Read The Summer of the Falcon Page 2


  June told Charles they were going to shoot sparrows in the barn. He decided to come along. Then Don rolled over and got up. He wasted no words. He had no need to. June’s twin brothers were so close that when one started a sentence the other finished it. The same ideas came to them at the same time. They had the same fillings in their teeth, had caught the measles the same day, also the chicken pox and mumps.

  It did not matter that most people could not tell them apart. If one was called, both came or either. They moved as one. And they called themselves “I,” never “we.” And yet, each was different.

  The twins were crackling motion. As soon as they were up, the porch was aburst with activity. Even the owls moved and bobbed. The quick movements of the brothers motivated boys and beasts and birds...all but cousin Rod. He rolled over and went back to sleep. Bobu saw the sleeper and flew to him without sound. As Rod mumbled and nuzzled deeper in the covers, Bobu ran down the mountain of blankets into the cozy hollow of the warm, dark opening under Rod’s chin. Rod grinned in his half-sleep. The owl, accustomed to the tight closeness of hollows in the wild, enjoyed cozy contact with things and people when in captivity. Rod hugged Bobu as a hollow tree would.

  June and the boys returned before breakfast with plenty of fresh food for the owls and falcons. They wrapped it carefully in waxed paper and put it in the left-hand corner of the icebox. This tolerance of fresh-killed sparrows in her domain was Elizabeth Pritchard’s contribution to falconry. She believed in children with projects and she put up with the difficulties such projects might involve.

  After breakfast, June proudly carried the basket with Zander to the lawn under the maple tree, where her brothers’ falcons were tethered to their perches.

  There were four of these noble birds at Pritchard’s that summer: three Cooper’s hawks and a magnificent duck hawk, the falcon of the kings. The duck hawk was called Ulysses. As large as a crow, he had enormous shoulders, a tapered, streamlined body, and velvety black patches around his black eyes. His breast was creamy rose with ebony dots; his back was slate blue and black and white, and intricately marked; each feather was edged with white. Ulysses was their great pride. But Ulysses was not a “falcon” in the king’s English. He was a tiercel—a male. Only the bigger and more powerful female duck hawk could properly be called a “falcon.” June had often heard her brothers say that no other bird could bear this title in the days of falconry. But nowadays Ulysses and Zander were known commonly as falcons. Their wings were distinctively pointed, their tails long. June knew them all by the names the scientists had given them and could identify them as they flew. The Cooper’s hawks have long tails and short, rounded wings. The Buteos include the rough-legged hawks and the red-tails. They have broad wings and broad, rounded tails, and they soar in wide circles high in the air. Then there are the eagles. But the highest form of all are the falcons—in North America the gyrfalcon, the prairie falcon, the duck hawk, pigeon hawk, and the sparrow hawk.

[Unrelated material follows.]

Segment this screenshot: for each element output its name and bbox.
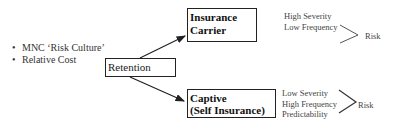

  She had listened sharply to her brothers when they told her what had happened to the names for birds since falconry began. She admired the regal Ulysses, but was glad for her gentler “lady’s falcon,” and for his daintier size which enabled her to hold him in both her hands.

  Suddenly Charles ran out the back door on a trot and handed June some falcon food. “Here are some tidbits for Zander. He’s still a baby so you’ll have to feed him twice a day.”

  Don joined them. “He’ll get hunger streaks the way Jess did if you don’t feed him right.” He pointed to his female Cooper’s hawk. On her tail were three fine white lines, straight across every feather, which showed a lack of bone and viscera and other nutrients, marking the days before Don found her.

  Jim’s young voice interrupted them, “Aunt Roodie has teeth with marks across them. Are those people hunger streaks?”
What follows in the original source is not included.